If you don’t have producers like Rick Rubin in your corner and you don’t know who to trust to gain valuable feedback, Eliza suggests, “Sometimes if something isn’t right, you put it away for a while. Sometimes after I sing something, I don’t want to hear it. A week goes by, then I don’t mind it so much. You’ve got to revisit something from time to time and realize that is not for me right now. Don’t give up right away, give it a couple of shots. If you keep getting the same answer, then give it a rest.
“If you have a love for it, you will find a way to do it. Don’t stop doing it. If you need a rest for a minute, take a rest. Then go back to it. Pretty soon, the answer is going to come. Don’t quit.”
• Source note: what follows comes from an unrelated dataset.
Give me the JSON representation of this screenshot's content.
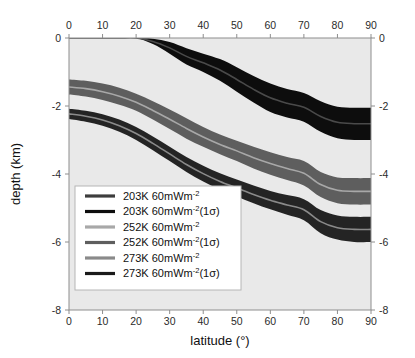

Singing, humming, and chanting activates the vagus nerve. Research shows that singing is good for you. It helps improve memory. We all know little songs to help us memorize but it also works in a broader sense. Singing helps you cope and lower stress, therefore, singing can help you to create a relationship with yourself and learn what soothes you. It is possible to get in touch with your Jiminy Cricket, the good angel on your shoulder, your inner ticker, if you just whistle your way through it!
Colleen Wild talks about it when she says, “Josh Nestor, in my band The Haunted, said to me that this band is the most freeing band he has worked with because he can create whatever he wants. I’d rather have too many things than not enough. Together, we throw everything at the board. Then we sit down and look at everything. This is great but maybe not for this song. Maybe it’s for this one! Hold on to that. It’s a really cool idea, maybe try it over here. The point of collaboration is that it works for every individual. The songs that I am bringing to the table are terrifying to me because it’s so intimate. The next song we are releasing is called ‘Savior.’
“I wrote that song at an incredibly, painfully low point of my life. I wrote it basically saying I’m done throwing myself these pity parties. Who the hell do I think I am that somebody should come over here and fix me? That’s absolute bullshit. I need to fix my own damn self. I went through these motions, emotions, and wrote the damn song. I brought it to the band and just kind of said, I don’t know if we are going to do anything with this. They said ‘We love it, let’s do it!’ To hear from my husband that he loves it. It feels very vulnerable. From that point at 2am in the kitchen or in the garage to where it’s at now where it will come out to the whole world, whoever decides to stream it. It’s out there in the world and it’s so cool to be able to have that trust in people that have the same trust back to me. It’s a long and winding way of speaking community. The fact that Jason and I are recording at Third City Sound this year. I’ve been waiting 10 years to do this!”
These conversations with Eliza Neals and Colleen Wild shed a profound light on the intricate dance between instinct and artistry. From the soul-stirring “Black Crown Moan” to the raw sensitivity of Eliza’s songwriting process, her dedication to her mentors to her ability to resonate with audiences, she embodies intuition.
Heeding the whispers of her inner voice, Colleen Wild’s journey to becoming the essence of gut instinct has come through her connection to her community. From navigating the dynamics of live performing to the intimate process of recording her music, Wild’s introspective approach draws attention to her absolute authenticity. Colleen Wild represents the transformative power of trusting your gut. Together, I hope their stories serve as a gentle reminder of the boundless possibilities that unfold when you trust your own gut instincts.